Knowing the features of formal and informal register is one thing; knowing when and how to apply them is another. Skilled writers do not simply pick a register and stay there mechanically. They read the situationโ€”audience, purpose, medium, relationshipโ€”and make conscious choices. A company announcement written in the same register as a legal brief will seem cold and alienating; the same announcement written in casual register will seem unprofessional. The goal is not to follow a formula but to develop the analytical habit of asking: what does this situation call for?

Analyzing the Rhetorical Situation.

Before writing, consider:
  1. Audience: Who will read this? What do they know? What do they expect?
  2. Purpose: What am I trying to accomplish?
  3. Context: Whatโ€™s the situation? What are the conventions?
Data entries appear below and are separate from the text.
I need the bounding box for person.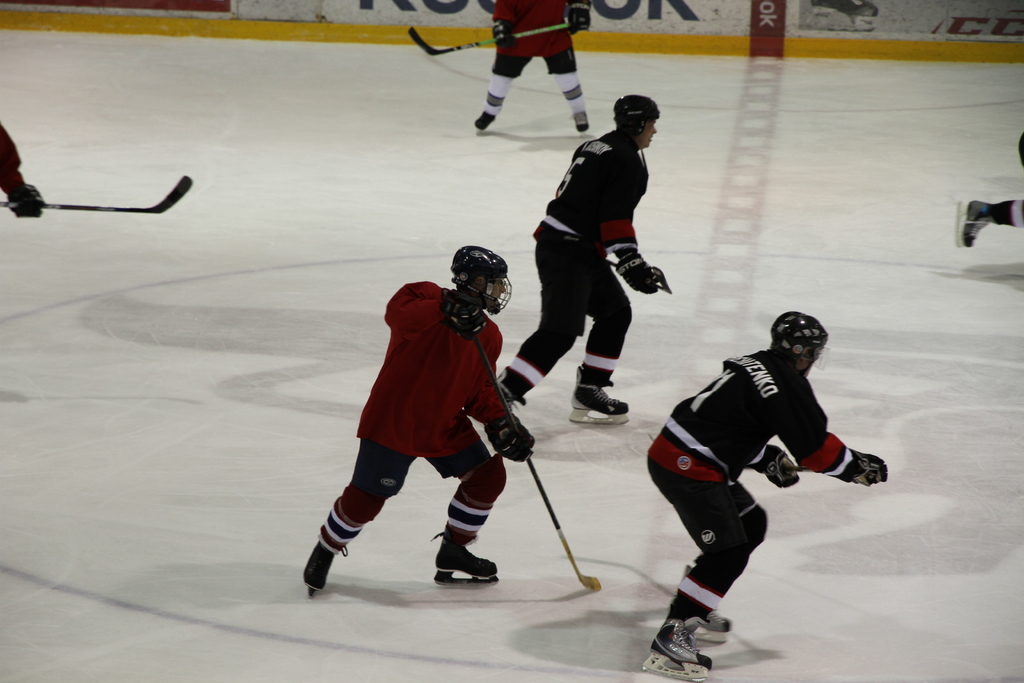
Here it is: detection(501, 96, 670, 425).
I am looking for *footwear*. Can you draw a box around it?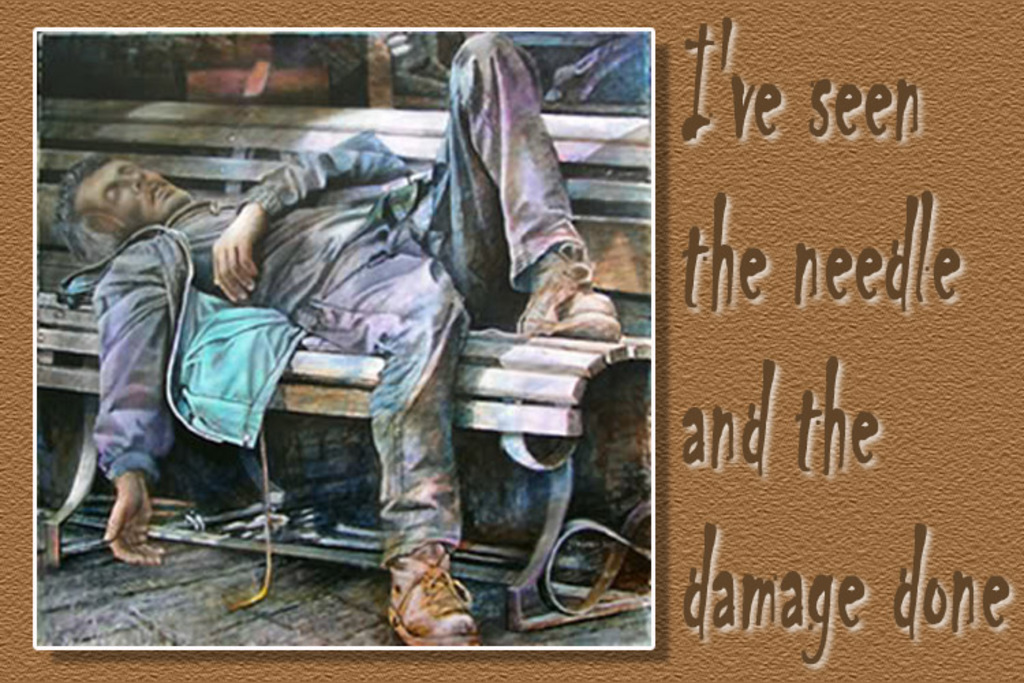
Sure, the bounding box is pyautogui.locateOnScreen(519, 250, 624, 346).
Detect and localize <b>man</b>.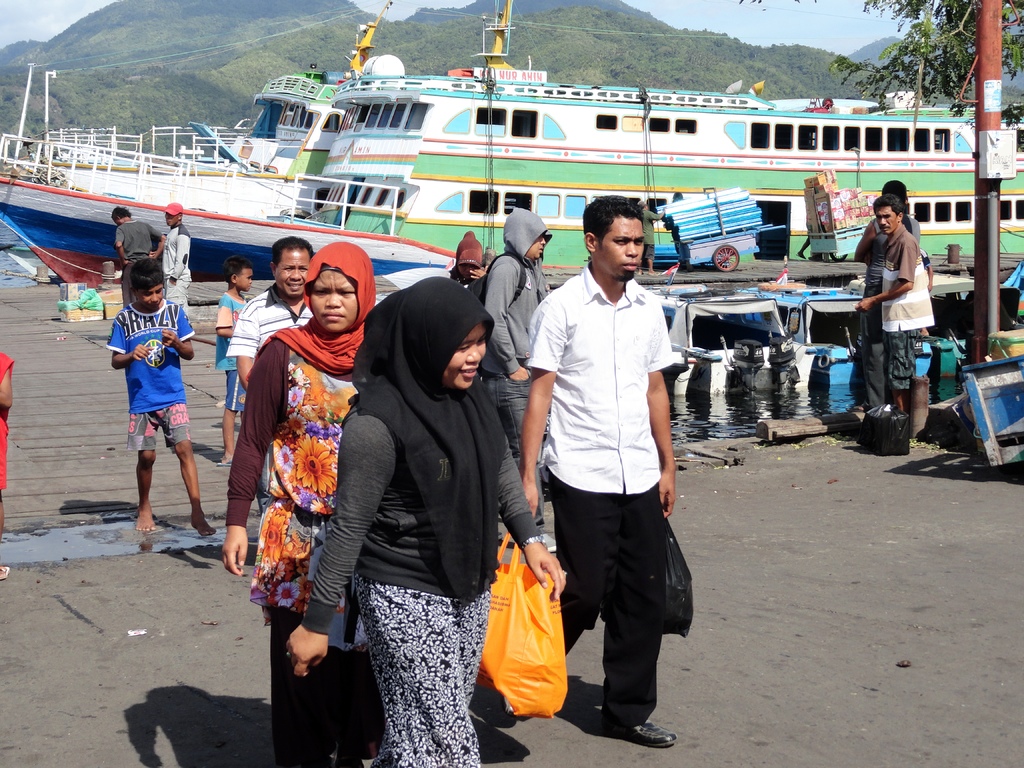
Localized at (109, 205, 165, 305).
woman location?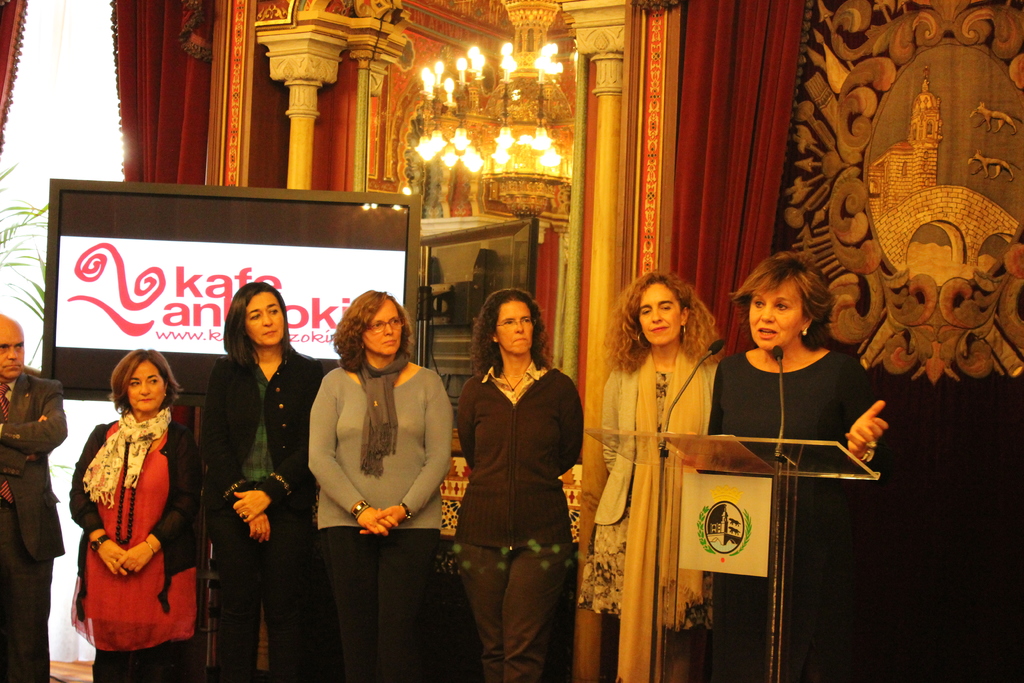
region(194, 274, 328, 682)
Making Grammatical Adjustments.

Once you have analyzed the rhetorical situation, you translate that analysis into specific grammatical choices. The table below summarizes the most common adjustments writers make as they move between formal and informal register. Notice that these are not absolute rules but tendenciesโ€”context can always override them.
Feature Formal Informal
Contractions avoid use freely
Passive voice acceptable use sparingly
First person often avoided common
Sentence length longer, complex shorter, simpler
Sentence fragments avoid occasional OK
Relative pronouns include may omit

Recognizing Register Shifts.

Register should be consistent. Mixing registers can seem:
  • Jarring: The research demonstrates significant findings. Itโ€™s pretty cool.
  • Inappropriately formal: I am writing to request your presence at the barbecue.
  • Inappropriately casual: The defendant was like, not guilty or whatever.